A Supreme Court Justice may be impeached by the House of Representatives and removed from office if convicted in a Senate trial, but only for the same types of offenses that would trigger impeachment proceedings for any other government official under Articles I and II of the Constitution.
Article III, Section 1 states that judges of Article III courts shall hold their offices "during good behavior." "The phrase "good behavior" has been interpreted by the courts to equate to the same level of seriousness 'high crimes and misdemeanors" encompasses.
In addition, any federal judge may prosecuted in the criminal courts for criminal activity. If found guilty of a crime in a federal district court, the justice would face the same type of sentencing any other criminal defendant would. The district court could not remove him/her from the Bench. However, any justice found guilty in the criminal courts of any felony would certainly be impeached and, if found guilty, removed from office.
In the United States, impeachment is most often used to remove corrupt lower-court federal judges from office, but it's not unusual to find disgruntled special interest groups circulating petitions on the internet calling for the impeachment of one or all members of the High Court.
The Impeachment Process
Impeachment is a two-step process; the impeachment phase is similar to a Grand Jury hearing, where charges (called "articles of impeachment") are presented and the House of Representatives determines whether the evidence is sufficient to warrant a trial. If the House vote passes by a simple majority, the defendant is "impeached," and proceeds to trial in the Senate.
The
House of Representatives indicts the accused on
articles of impeachment, and, if impeached, the
Senate conducts a
trial to determine the party's guilt or innocence.
The Senate trial, while analogous to a criminal trial, only convenes for the purpose of determining whether a Justice, the President (or another officeholder) should be removed from office on the basis of the evidence presented at impeachment.
At the trial a committee from the House of Representatives, called "Managers," act as the prosecutors.
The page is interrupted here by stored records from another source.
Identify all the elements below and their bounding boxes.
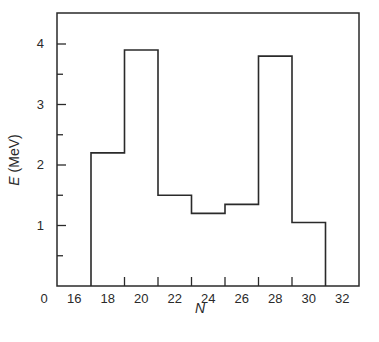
x-tick-label: 22 [168,292,182,306]
y-tick-label: 4 [37,37,44,51]
x-tick-label: 0 [40,292,47,306]
x-tick-label: 28 [268,292,282,306]
x-axis-title: N [195,300,205,316]
y-tick-label: 1 [37,219,44,233]
y-axis-variable: E [6,176,22,185]
x-tick-label: 26 [235,292,249,306]
energy-step-line [91,50,326,286]
histogram-chart [0,0,379,342]
figure-caption-cutoff [8,330,373,342]
x-tick-label: 18 [101,292,115,306]
x-tick-label: 20 [134,292,148,306]
x-tick-label: 32 [335,292,349,306]
y-tick-label: 2 [37,158,44,172]
x-tick-label: 30 [302,292,316,306]
x-tick-label: 16 [67,292,81,306]
plot-frame [57,13,359,286]
y-axis-title: E (MeV) [6,134,22,185]
y-axis-unit: (MeV) [6,134,22,172]
y-tick-label: 3 [37,98,44,112]
y-axis-ticks [57,44,66,256]
x-axis-ticks [125,277,293,286]
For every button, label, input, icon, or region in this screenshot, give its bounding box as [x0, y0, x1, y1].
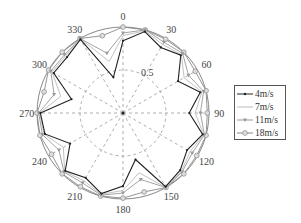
legend-label: 18m/s — [255, 128, 278, 138]
angle-tick-label: 120 — [199, 156, 214, 167]
angle-tick-label: 180 — [116, 204, 131, 215]
marker-dot — [144, 30, 146, 32]
marker-dot — [44, 133, 46, 135]
legend-swatch-icon — [237, 115, 253, 125]
marker-dot — [70, 98, 72, 100]
marker-circle — [49, 152, 54, 157]
grid-spoke — [123, 70, 197, 113]
legend-item-7m/s: 7m/s — [237, 101, 273, 113]
marker-circle — [78, 184, 83, 189]
radial-tick-label: 0.5 — [141, 67, 154, 78]
marker-circle — [142, 190, 147, 195]
marker-dot — [186, 149, 188, 151]
marker-dot — [64, 170, 66, 172]
angle-tick-label: 330 — [67, 24, 82, 35]
angle-tick-label: 150 — [164, 191, 179, 202]
marker-triangle — [190, 151, 194, 155]
marker-circle — [121, 25, 126, 30]
grid-spoke — [49, 70, 123, 113]
legend-item-4m/s: 4m/s — [237, 88, 273, 100]
marker-dot — [188, 112, 190, 114]
marker-dot — [39, 112, 41, 114]
marker-triangle — [105, 52, 109, 56]
marker-dot — [180, 54, 182, 56]
marker-dot — [84, 177, 86, 179]
angle-tick-label: 90 — [214, 108, 224, 119]
marker-dot — [66, 56, 68, 58]
legend: 4m/s7m/s11m/s18m/s — [234, 85, 286, 140]
legend-label: 11m/s — [255, 115, 278, 125]
marker-circle — [42, 89, 47, 94]
marker-dot — [79, 38, 81, 40]
legend-swatch-icon — [237, 128, 253, 138]
marker-dot — [122, 40, 124, 42]
legend-swatch-icon — [237, 102, 253, 112]
angle-tick-label: 0 — [121, 11, 126, 22]
angle-tick-label: 240 — [32, 156, 47, 167]
angle-tick-label: 30 — [166, 24, 176, 35]
marker-dot — [100, 192, 102, 194]
marker-dot — [164, 186, 166, 188]
angle-tick-label: 210 — [67, 191, 82, 202]
legend-item-18m/s: 18m/s — [237, 127, 278, 139]
marker-dot — [122, 185, 124, 187]
angle-tick-label: 300 — [32, 59, 47, 70]
marker-dot — [179, 169, 181, 171]
legend-label: 4m/s — [255, 89, 273, 99]
marker-dot — [160, 46, 162, 48]
legend-label: 7m/s — [255, 102, 273, 112]
marker-dot — [202, 133, 204, 135]
marker-circle — [121, 196, 126, 201]
marker-triangle — [57, 148, 61, 152]
marker-dot — [112, 76, 114, 78]
marker-dot — [69, 142, 71, 144]
marker-circle — [205, 111, 210, 116]
marker-circle — [193, 69, 198, 74]
angle-tick-label: 60 — [201, 59, 211, 70]
marker-dot — [199, 91, 201, 93]
marker-dot — [177, 80, 179, 82]
legend-swatch-icon — [237, 89, 253, 99]
angle-tick-label: 270 — [19, 108, 34, 119]
center-dot — [122, 112, 125, 115]
grid-spoke — [80, 113, 123, 187]
legend-item-11m/s: 11m/s — [237, 114, 278, 126]
marker-dot — [134, 158, 136, 160]
marker-dot — [53, 72, 55, 74]
marker-circle — [100, 33, 105, 38]
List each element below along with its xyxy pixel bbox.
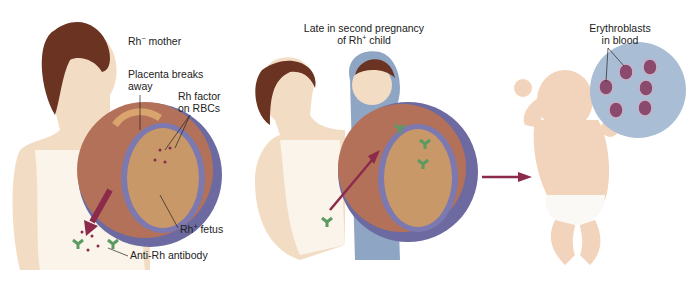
label-rh-positive-fetus: Rh+ fetus <box>180 223 223 235</box>
label-anti-rh-antibody: Anti-Rh antibody <box>130 249 208 261</box>
label-placenta-breaks-away: Placenta breaksaway <box>128 68 203 92</box>
label-second-pregnancy-caption: Late in second pregnancyof Rh+ child <box>294 22 434 46</box>
transition-arrow-head-icon <box>518 172 532 182</box>
blood-magnification-circle <box>590 42 686 138</box>
label-rh-negative-mother: Rh− mother <box>128 35 181 47</box>
label-rh-factor-on-rbcs: Rh factoron RBCs <box>178 90 221 114</box>
label-erythroblasts-in-blood: Erythroblastsin blood <box>580 22 660 46</box>
uterus-cutaway-2 <box>338 102 478 242</box>
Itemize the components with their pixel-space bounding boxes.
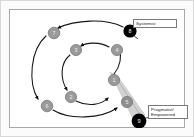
node-n7[interactable]: 7 (48, 27, 60, 39)
node-label: 8 (129, 28, 132, 34)
annotation-pragmatist: Pragmatist/ Empowered (148, 105, 188, 119)
node-label: 9 (137, 118, 140, 124)
node-label: 1 (113, 77, 116, 83)
node-label: 4 (116, 47, 119, 53)
node-label: 7 (53, 30, 56, 36)
node-n1[interactable]: 1 (108, 74, 119, 85)
node-label: 5 (126, 99, 129, 105)
node-n9[interactable]: 9 (132, 114, 147, 128)
callout-leader-systemist (133, 35, 138, 39)
node-label: 6 (46, 103, 49, 109)
node-n6[interactable]: 6 (41, 100, 53, 112)
node-n5[interactable]: 5 (121, 96, 132, 107)
annotation-systemist: Systemist (133, 19, 177, 28)
figure-canvas: 3 4 2 1 7 6 5 8 (0, 0, 194, 137)
node-n2[interactable]: 2 (65, 91, 76, 102)
node-label: 3 (75, 47, 78, 53)
node-n4[interactable]: 4 (111, 44, 122, 55)
node-label: 2 (70, 94, 73, 100)
node-n3[interactable]: 3 (70, 44, 81, 55)
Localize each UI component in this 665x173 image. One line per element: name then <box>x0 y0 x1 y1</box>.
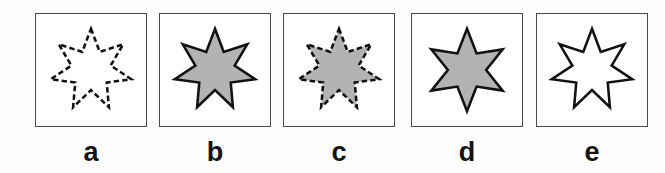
option-label-b: b <box>159 136 271 168</box>
seven-pointed-star-dashed-unfilled <box>51 29 131 107</box>
option-panel-b[interactable] <box>159 13 271 127</box>
six-pointed-star-solid-gray <box>431 29 502 112</box>
seven-pointed-star-dashed-gray <box>299 29 379 107</box>
option-panel-a[interactable] <box>35 13 147 127</box>
seven-pointed-star-solid-unfilled <box>552 29 632 107</box>
option-panel-d[interactable] <box>411 13 523 127</box>
star-shape-c <box>284 14 394 126</box>
option-label-d: d <box>411 136 523 168</box>
option-panel-e[interactable] <box>536 13 648 127</box>
star-shape-e <box>537 14 647 126</box>
option-label-c: c <box>283 136 395 168</box>
answer-choice-figure: a b c d e <box>0 0 665 173</box>
option-panel-c[interactable] <box>283 13 395 127</box>
star-shape-a <box>36 14 146 126</box>
option-label-e: e <box>536 136 648 168</box>
seven-pointed-star-solid-gray <box>175 29 255 107</box>
star-shape-b <box>160 14 270 126</box>
option-label-a: a <box>35 136 147 168</box>
star-shape-d <box>412 14 522 126</box>
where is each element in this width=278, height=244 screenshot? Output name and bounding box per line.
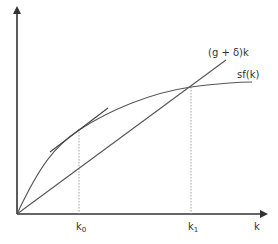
solow-diagram: (g + δ)k sf(k) k0 k1 k [0,0,278,244]
production-curve [17,82,252,214]
x-axis-label: k [254,221,260,232]
break-even-label: (g + δ)k [208,47,249,58]
k0-label: k0 [76,221,86,234]
k1-label: k1 [188,221,198,234]
production-label: sf(k) [237,69,259,80]
break-even-line [17,60,226,214]
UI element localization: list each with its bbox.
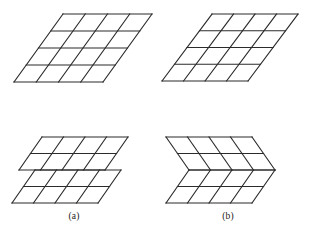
figure-root: (a) (b) xyxy=(0,0,311,228)
caption-a: (a) xyxy=(68,211,79,222)
plain-parallelogram-grid-top-right xyxy=(162,14,298,81)
caption-b: (b) xyxy=(222,211,234,222)
figure-canvas: (a) (b) xyxy=(0,0,311,228)
offset-parallelogram-grid-a xyxy=(12,137,128,203)
plain-parallelogram-grid-top-left xyxy=(14,14,152,82)
chevron-parallelogram-grid-b xyxy=(166,137,275,203)
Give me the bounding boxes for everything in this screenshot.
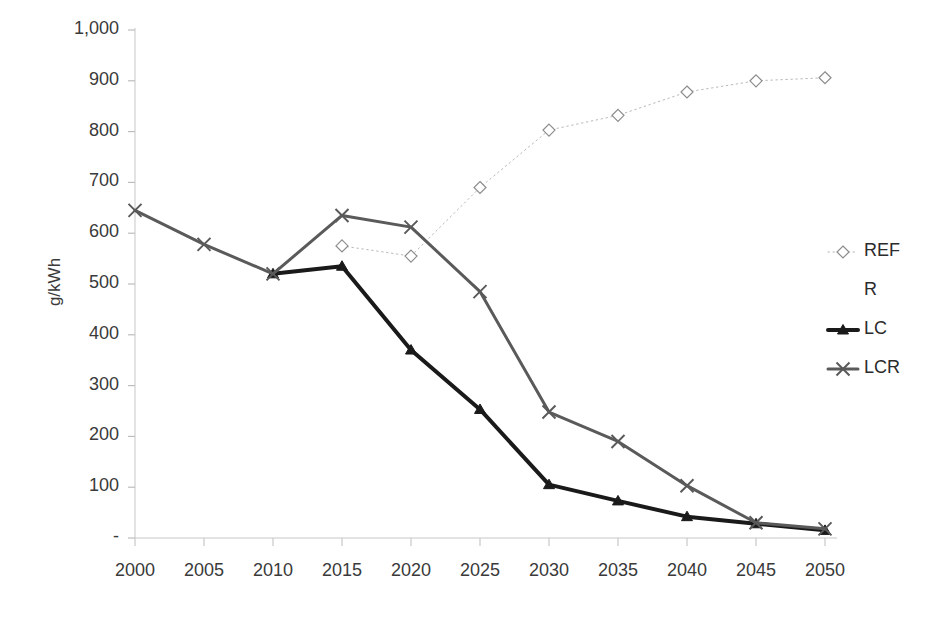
series-lcr-marker-x — [198, 238, 211, 251]
series-ref-marker-diamond — [612, 109, 624, 121]
series-lcr-marker-x — [474, 285, 487, 298]
series-ref — [336, 72, 831, 262]
y-axis-tick-label: 400 — [89, 323, 119, 344]
y-axis-tick-label: 200 — [89, 424, 119, 445]
legend-item-lc[interactable]: LC — [864, 318, 887, 339]
series-line-lc — [273, 266, 825, 530]
y-axis-tick-label: 700 — [89, 170, 119, 191]
y-axis-tick-label: 100 — [89, 475, 119, 496]
line-chart: 1,000900800700600500400300200100-2000200… — [0, 0, 946, 619]
y-axis-tick-label: 1,000 — [74, 18, 119, 39]
y-axis-tick-label: 300 — [89, 374, 119, 395]
y-axis-tick-label: 500 — [89, 272, 119, 293]
series-lcr-marker-x — [543, 406, 556, 419]
series-lcr-marker-x — [612, 435, 625, 448]
series-ref-marker-diamond — [750, 75, 762, 87]
series-lcr-marker-x — [681, 479, 694, 492]
legend-group — [828, 246, 858, 376]
y-axis-tick-label: - — [113, 526, 119, 547]
legend-ref-marker-diamond — [837, 246, 849, 258]
series-ref-marker-diamond — [681, 86, 693, 98]
series-ref-marker-diamond — [336, 240, 348, 252]
series-ref-marker-diamond — [819, 72, 831, 84]
legend-item-lcr[interactable]: LCR — [864, 357, 900, 378]
axis-group — [128, 28, 837, 546]
y-axis-tick-label: 600 — [89, 221, 119, 242]
series-line-lcr — [135, 210, 825, 529]
y-axis-tick-label: 800 — [89, 120, 119, 141]
series-lc — [268, 261, 831, 535]
chart-canvas — [0, 0, 946, 619]
legend-item-ref[interactable]: REF — [864, 240, 900, 261]
x-axis-tick-label: 2050 — [780, 560, 870, 581]
y-axis-tick-label: 900 — [89, 69, 119, 90]
series-ref-marker-diamond — [543, 124, 555, 136]
series-lcr — [129, 204, 832, 536]
legend-item-r[interactable]: R — [864, 279, 877, 300]
y-axis-title: g/kWh — [45, 247, 65, 317]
Per constitutional mandate (Article I, Section 3), the Chief Justice of the United States (Supreme Court) must preside over the Senate trial of the President. If any other official is on trial, an "Impeachment Trial Committee" of Senators act as the presiding judges to hear testimony and evidence against the accused, which is then presented as a report to the remained of the Senate. The full Senate no longer participates in the hearing phase of the removal trial. This procedure came into practice in 1986 when the Senate amended its rules and procedures for impeachment and has been contested by several federal court judges, but the Supreme Court has declined to interfere in the process, calling the issue a political, not legal, matter.
At the conclusion of the trial, the full Senate votes and must return a two-thirds Super Majority for conviction. Convicted officials are removed from office immediately and barred from holding future office. The Senate trial, while analogous to a criminal trial, only convenes for the purpose of determining whether a Justice, the President (or another officeholder) should be removed from office on the basis of the evidence presented at impeachment.
Impeachment and Near Impeachment
Only one Supreme Court Justice, Samuel Chase (one of the signatories to the Declaration of Independence), has ever been impeached. The House of Representatives accused Chase of letting his Federalist political leanings affect his rulings, and served him with eight articles of impeachment in late 1804. The Senate acquitted him of all charges in 1805, establishing the right of the judiciary to independent opinion. Chase continued on the Court until his death in June 1811.
In 1957, at the height of McCarthyism, the Georgia General Assembly passed a joint resolution calling for "The Impeachment of Certain U.S. Supreme Court Justices" believed to be enabling Communism with their decisions. The resolution targeted Chief Justice Earl Warren and Associate Justices Hugo Black, William O. Douglas, Tom Campbell Clark, Felix Frankfurter, and Stanley Forman Reed (as well as several unnamed deceased Justices) for
"...[usurping] the congressional power to make law in violation of Article I, Sections I and 8, and violated Sections 3 and 5 of the 14th Amendment and nullified the 10th Amendment of the Constitution."